In fact, this is hardly a fringe view in Israel. The vast majority of Israelis, 68 per cent, support the killing of Abdul Fattah Yusri Al Sharif, 21, by the solider who had reportedly announced before firing at the wounded Palestinian that the “terrorist had to die.”

(Note the similar perception of the Palestinian as a ‘terrorist’; whether he is a wounded man who allegedly attempted to attack an Occupation soldier or a newborn baby.)

The killing scene would have been relegated to the annals of the many ‘contested’ killings by Israeli soldiers, were it not for a Palestinian field worker with Israel’s human rights group, B’Tselem, who filmed the bloody event.

The incident, once more, highlights a culture of impunity that exists in the Israeli army, which is not a new phenomenon.

Not only is Israeli society supportive of the soldier behind this particular bloody incident, the majority is in support of field murders as well.

Moreover, the culture of impunity in Israel is linked both to political leanings and religious beliefs. According to the latest Peace Index released by Tel Aviv University’s Israel Democracy Institute, nearly 67 per cent of the country’s Jewish population believes that “it is a commandment to kill a terrorist who comes at you with a knife”.

Killing Palestinians as a form of religious duty goes back to the early days of the Jewish state, and such beliefs are constantly corroborated by the country’s high spiritual institutions, similar to the recent decree issued by the country’s Chief Sephardic Rabbi, Yitzhak Yosef. While 94 per cent of ultra-Orthodox agree with the murder edict of Yosef, 52 per cent of the country’s secularists do, too.

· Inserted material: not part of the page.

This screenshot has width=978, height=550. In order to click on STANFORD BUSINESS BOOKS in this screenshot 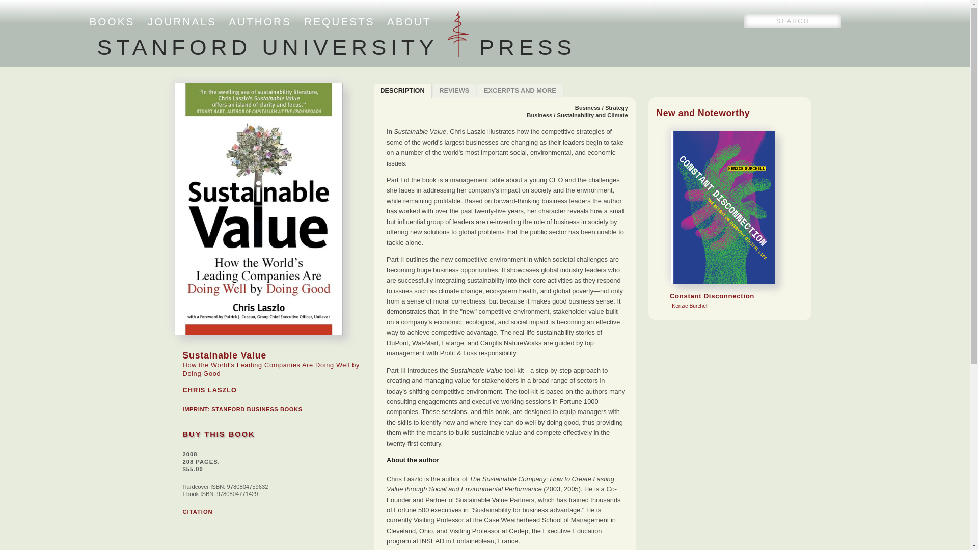, I will do `click(257, 410)`.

In fact, dehumanising Palestinians — describing them as ‘beasts’, ‘cockroaches’, or treating them as dispensable inferiors — has historically been a common denominator in Israeli society, uniting Jews from various political, ideological and religious backgrounds.

Rabbi Yosef’s decree, for example, is not much different from statements made by Israeli Defence Minister, Moshe Ya’alon, and other army and government official, who made similar calls, albeit without utilising a strongly worded religious discourse.

Using the same logic, the quote above describing Palestinians as beasts is not divergent from a recent statement made by Netanyahu himself. “At the end, in the State of Israel, as I see it, there will be a fence that spans it all,” Netanyahu said in February. “In the area that we live, we must defend ourselves against the wild beasts,” he added.

His statement is particularly odd if placed within context. Netanyahu’s last war on Gaza in the summer of 2014 killed a total of 2,251 Palestinians — including 1,462 civilians, among them 551 children, according to a report prepared by the UN Human Rights Council. During that war, only six Israeli civilians were killed, and 60 soldiers. Who, then, is truly the ‘wild beast’?

However, Palestinians are not made into beasts because of their supposedly murderous intent for, not once, statistically, in the history of the Palestinian-Israeli conflict did Palestinians ever kill more Israelis, as opposed to the other way round. The ailment is not the number, but a common Israeli cultural perception that is utterly racist and dehumanising.

The danger of impunity which is championed by the government/army, society and religious institutions, is not merely the lack of legal accountability, but the fact that it is the very foundation of most violent crimes against humanity, including genocide. This impunity began seven decades ago and it will not end without international intervention, with concerted efforts to hold Israel accountable in order to bring the agony of Palestinians to a halt.

 

Dr Ramzy Baroud has been writing about the Middle East for over 20 years. He is an internationally-syndicated columnist, a media consultant, an author of several books and the founder of PalestineChronicle.com. His books include “Searching Jenin”, “The Second Palestinian Intifada” and his latest “My Father Was a Freedom Fighter: Gaza’s Untold Story”. His website is www.ramzybaroud.net.